Chilling little tale from the New Statesman New Media Awards 2005 Weblog - a teacher in a Welsh school with a rather panoptical view of schoolyard security:
A Welsh primary school is considering whether to supervise its pupils with electronic tags due to a shortage of teaching assistants.
Under the proposed system, an alarm sounds if any of the 350-pupils leave Ysgol Gynradd Gymraeg Lonlas Primary School, Swansea, at any point during the day.
The Deputy Children’s Commissioner for Wales, Sara Reid, said: “I understand that schools need to worry about the safety of the children, but we are concerned about the effect this could have on the human rights of children.”
The school’s head teacher, Dyfrig Ellis, has started talks with a Dutch tag manufacturer. He said: “The tagging system does appear extreme, but I believe that it’s an option I have to consider when the safety of pupils is in question.”
"Put your tags on, children": why does this alarm me so? Perhaps, as the article says, it's the thin end of a wedge: "Similar concerns could justify the use of tags to limit freedom in other areas of life".
In my contacts with play-workers throughout the children's sector, it's this disintegration of faith in the public or community realm which is their biggest bugbear. There's a beautiful article from the Guardian on what it means when children can't be seen and heard playing in the street:
As with birds, so with children: their presence all over the place, in diversity and numbers, is a sure sign of a healthy human habitat. To achieve that, our transport and planning priorities need to change, including such measures as 20mph speed limits in the streets where children live. That, in turn, implies a change in adult attitudes - something that pessimists say just isn't going to happen.
The success of home zones - child-friendly streets - suggests the pessimists might be wrong. They show that many local communities want to live in habitats where the noise of children playing outside is not a sign of neglect but a sound to raise the spirits. Like the first cuckoo of spring.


• [DIRECTIONS]:
Your task is to copy all of the entries exactly as they are given.

• [GIVEN DATA]:
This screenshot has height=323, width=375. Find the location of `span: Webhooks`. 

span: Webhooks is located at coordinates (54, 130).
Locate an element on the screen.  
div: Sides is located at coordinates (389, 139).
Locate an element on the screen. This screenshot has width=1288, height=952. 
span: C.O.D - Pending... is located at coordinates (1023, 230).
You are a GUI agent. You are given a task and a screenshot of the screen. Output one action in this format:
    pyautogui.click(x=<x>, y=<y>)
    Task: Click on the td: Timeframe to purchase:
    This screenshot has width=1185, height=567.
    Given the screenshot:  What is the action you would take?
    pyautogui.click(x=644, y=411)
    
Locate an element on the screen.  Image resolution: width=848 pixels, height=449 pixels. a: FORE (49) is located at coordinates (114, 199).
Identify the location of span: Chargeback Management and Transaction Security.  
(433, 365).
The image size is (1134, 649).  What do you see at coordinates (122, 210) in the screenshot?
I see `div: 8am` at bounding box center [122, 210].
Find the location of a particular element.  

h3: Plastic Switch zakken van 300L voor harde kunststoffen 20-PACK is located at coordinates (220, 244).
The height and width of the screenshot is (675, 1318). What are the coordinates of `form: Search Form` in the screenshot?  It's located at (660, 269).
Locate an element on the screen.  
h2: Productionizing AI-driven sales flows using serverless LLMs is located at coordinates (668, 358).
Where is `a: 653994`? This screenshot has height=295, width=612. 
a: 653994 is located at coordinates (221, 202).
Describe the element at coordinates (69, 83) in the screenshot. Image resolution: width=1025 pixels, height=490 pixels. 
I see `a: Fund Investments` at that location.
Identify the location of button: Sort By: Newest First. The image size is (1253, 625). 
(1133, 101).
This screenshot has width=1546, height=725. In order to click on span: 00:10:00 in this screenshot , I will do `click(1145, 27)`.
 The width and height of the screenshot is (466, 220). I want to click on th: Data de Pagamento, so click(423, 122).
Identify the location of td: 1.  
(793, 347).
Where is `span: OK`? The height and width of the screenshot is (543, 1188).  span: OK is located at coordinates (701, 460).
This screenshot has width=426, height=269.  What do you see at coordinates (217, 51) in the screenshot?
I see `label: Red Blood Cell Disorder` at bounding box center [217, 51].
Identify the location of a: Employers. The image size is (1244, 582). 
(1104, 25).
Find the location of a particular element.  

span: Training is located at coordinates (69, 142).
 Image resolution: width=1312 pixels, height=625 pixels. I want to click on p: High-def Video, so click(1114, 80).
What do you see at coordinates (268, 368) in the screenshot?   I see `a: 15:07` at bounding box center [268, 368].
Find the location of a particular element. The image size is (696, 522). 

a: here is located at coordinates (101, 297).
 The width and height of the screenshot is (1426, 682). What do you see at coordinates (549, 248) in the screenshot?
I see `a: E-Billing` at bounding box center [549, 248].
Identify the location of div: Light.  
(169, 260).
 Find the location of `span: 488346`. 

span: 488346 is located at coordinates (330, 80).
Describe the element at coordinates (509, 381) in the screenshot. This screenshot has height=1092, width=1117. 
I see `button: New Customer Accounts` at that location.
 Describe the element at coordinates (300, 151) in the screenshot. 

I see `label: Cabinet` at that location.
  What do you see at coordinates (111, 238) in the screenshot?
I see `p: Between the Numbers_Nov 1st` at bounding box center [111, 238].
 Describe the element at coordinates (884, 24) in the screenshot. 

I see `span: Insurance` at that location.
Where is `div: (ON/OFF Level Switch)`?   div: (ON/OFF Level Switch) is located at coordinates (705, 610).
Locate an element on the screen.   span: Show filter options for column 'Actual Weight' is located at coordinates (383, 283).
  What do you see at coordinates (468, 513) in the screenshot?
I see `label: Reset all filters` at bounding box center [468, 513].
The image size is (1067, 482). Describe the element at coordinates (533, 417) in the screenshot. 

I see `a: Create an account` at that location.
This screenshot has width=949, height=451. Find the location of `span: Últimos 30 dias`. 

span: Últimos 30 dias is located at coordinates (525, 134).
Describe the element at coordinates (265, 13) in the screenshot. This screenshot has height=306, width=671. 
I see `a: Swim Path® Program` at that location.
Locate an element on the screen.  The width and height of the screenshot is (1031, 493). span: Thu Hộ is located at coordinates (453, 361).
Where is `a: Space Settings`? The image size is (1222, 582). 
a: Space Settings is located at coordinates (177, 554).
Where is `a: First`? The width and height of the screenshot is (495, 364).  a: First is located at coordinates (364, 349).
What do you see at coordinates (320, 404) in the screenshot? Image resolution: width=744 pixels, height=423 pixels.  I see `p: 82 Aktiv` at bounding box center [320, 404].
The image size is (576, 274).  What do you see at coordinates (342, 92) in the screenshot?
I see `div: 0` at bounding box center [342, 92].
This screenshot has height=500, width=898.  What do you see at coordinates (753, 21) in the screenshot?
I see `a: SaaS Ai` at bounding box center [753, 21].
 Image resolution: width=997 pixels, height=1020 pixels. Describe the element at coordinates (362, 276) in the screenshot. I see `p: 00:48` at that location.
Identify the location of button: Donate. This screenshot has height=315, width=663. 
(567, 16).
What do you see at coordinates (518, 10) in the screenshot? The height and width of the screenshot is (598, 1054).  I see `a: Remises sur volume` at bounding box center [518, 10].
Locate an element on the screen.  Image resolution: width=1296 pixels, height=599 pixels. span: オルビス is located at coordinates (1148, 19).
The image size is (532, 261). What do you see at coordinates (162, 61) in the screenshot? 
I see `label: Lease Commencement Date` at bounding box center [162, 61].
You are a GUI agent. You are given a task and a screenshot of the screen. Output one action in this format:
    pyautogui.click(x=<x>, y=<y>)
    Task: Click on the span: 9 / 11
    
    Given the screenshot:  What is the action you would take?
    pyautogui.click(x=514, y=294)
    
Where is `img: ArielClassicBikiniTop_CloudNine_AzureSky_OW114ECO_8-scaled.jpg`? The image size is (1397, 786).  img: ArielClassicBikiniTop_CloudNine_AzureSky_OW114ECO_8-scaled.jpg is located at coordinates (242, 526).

• [RESULT]:
This screenshot has height=323, width=375. Find the location of `span: Webhooks`. 

span: Webhooks is located at coordinates (54, 130).
Locate an element on the screen.  
div: Sides is located at coordinates (389, 139).
Locate an element on the screen. This screenshot has width=1288, height=952. 
span: C.O.D - Pending... is located at coordinates (1023, 230).
You are a GUI agent. You are given a task and a screenshot of the screen. Output one action in this format:
    pyautogui.click(x=<x>, y=<y>)
    Task: Click on the td: Timeframe to purchase:
    This screenshot has width=1185, height=567.
    Given the screenshot:  What is the action you would take?
    pyautogui.click(x=644, y=411)
    
Locate an element on the screen.  Image resolution: width=848 pixels, height=449 pixels. a: FORE (49) is located at coordinates (114, 199).
Identify the location of span: Chargeback Management and Transaction Security.  
(433, 365).
The image size is (1134, 649).  What do you see at coordinates (122, 210) in the screenshot?
I see `div: 8am` at bounding box center [122, 210].
Find the location of a particular element.  

h3: Plastic Switch zakken van 300L voor harde kunststoffen 20-PACK is located at coordinates (220, 244).
The height and width of the screenshot is (675, 1318). What are the coordinates of `form: Search Form` in the screenshot?  It's located at (660, 269).
Locate an element on the screen.  
h2: Productionizing AI-driven sales flows using serverless LLMs is located at coordinates (668, 358).
Where is `a: 653994`? This screenshot has height=295, width=612. 
a: 653994 is located at coordinates (221, 202).
Describe the element at coordinates (69, 83) in the screenshot. Image resolution: width=1025 pixels, height=490 pixels. 
I see `a: Fund Investments` at that location.
Identify the location of button: Sort By: Newest First. The image size is (1253, 625). 
(1133, 101).
This screenshot has width=1546, height=725. In order to click on span: 00:10:00 in this screenshot , I will do `click(1145, 27)`.
 The width and height of the screenshot is (466, 220). I want to click on th: Data de Pagamento, so click(423, 122).
Identify the location of td: 1.  
(793, 347).
Where is `span: OK`? The height and width of the screenshot is (543, 1188).  span: OK is located at coordinates (701, 460).
This screenshot has width=426, height=269.  What do you see at coordinates (217, 51) in the screenshot?
I see `label: Red Blood Cell Disorder` at bounding box center [217, 51].
Identify the location of a: Employers. The image size is (1244, 582). 
(1104, 25).
Find the location of a particular element.  

span: Training is located at coordinates (69, 142).
 Image resolution: width=1312 pixels, height=625 pixels. I want to click on p: High-def Video, so click(1114, 80).
What do you see at coordinates (268, 368) in the screenshot?   I see `a: 15:07` at bounding box center [268, 368].
Find the location of a particular element. The image size is (696, 522). 

a: here is located at coordinates (101, 297).
 The width and height of the screenshot is (1426, 682). What do you see at coordinates (549, 248) in the screenshot?
I see `a: E-Billing` at bounding box center [549, 248].
Identify the location of div: Light.  
(169, 260).
 Find the location of `span: 488346`. 

span: 488346 is located at coordinates (330, 80).
Describe the element at coordinates (509, 381) in the screenshot. This screenshot has height=1092, width=1117. 
I see `button: New Customer Accounts` at that location.
 Describe the element at coordinates (300, 151) in the screenshot. 

I see `label: Cabinet` at that location.
  What do you see at coordinates (111, 238) in the screenshot?
I see `p: Between the Numbers_Nov 1st` at bounding box center [111, 238].
 Describe the element at coordinates (884, 24) in the screenshot. 

I see `span: Insurance` at that location.
Where is `div: (ON/OFF Level Switch)`?   div: (ON/OFF Level Switch) is located at coordinates (705, 610).
Locate an element on the screen.   span: Show filter options for column 'Actual Weight' is located at coordinates (383, 283).
  What do you see at coordinates (468, 513) in the screenshot?
I see `label: Reset all filters` at bounding box center [468, 513].
The image size is (1067, 482). Describe the element at coordinates (533, 417) in the screenshot. 

I see `a: Create an account` at that location.
This screenshot has width=949, height=451. Find the location of `span: Últimos 30 dias`. 

span: Últimos 30 dias is located at coordinates (525, 134).
Describe the element at coordinates (265, 13) in the screenshot. This screenshot has height=306, width=671. 
I see `a: Swim Path® Program` at that location.
Locate an element on the screen.  The width and height of the screenshot is (1031, 493). span: Thu Hộ is located at coordinates (453, 361).
Where is `a: Space Settings`? The image size is (1222, 582). 
a: Space Settings is located at coordinates (177, 554).
Where is `a: First`? The width and height of the screenshot is (495, 364).  a: First is located at coordinates (364, 349).
What do you see at coordinates (320, 404) in the screenshot? Image resolution: width=744 pixels, height=423 pixels.  I see `p: 82 Aktiv` at bounding box center [320, 404].
The image size is (576, 274).  What do you see at coordinates (342, 92) in the screenshot?
I see `div: 0` at bounding box center [342, 92].
This screenshot has height=500, width=898.  What do you see at coordinates (753, 21) in the screenshot?
I see `a: SaaS Ai` at bounding box center [753, 21].
 Image resolution: width=997 pixels, height=1020 pixels. Describe the element at coordinates (362, 276) in the screenshot. I see `p: 00:48` at that location.
Identify the location of button: Donate. This screenshot has height=315, width=663. 
(567, 16).
What do you see at coordinates (518, 10) in the screenshot? The height and width of the screenshot is (598, 1054).  I see `a: Remises sur volume` at bounding box center [518, 10].
Locate an element on the screen.  Image resolution: width=1296 pixels, height=599 pixels. span: オルビス is located at coordinates (1148, 19).
The image size is (532, 261). What do you see at coordinates (162, 61) in the screenshot? 
I see `label: Lease Commencement Date` at bounding box center [162, 61].
You are a GUI agent. You are given a task and a screenshot of the screen. Output one action in this format:
    pyautogui.click(x=<x>, y=<y>)
    Task: Click on the span: 9 / 11
    
    Given the screenshot:  What is the action you would take?
    pyautogui.click(x=514, y=294)
    
Where is `img: ArielClassicBikiniTop_CloudNine_AzureSky_OW114ECO_8-scaled.jpg`? The image size is (1397, 786).  img: ArielClassicBikiniTop_CloudNine_AzureSky_OW114ECO_8-scaled.jpg is located at coordinates (242, 526).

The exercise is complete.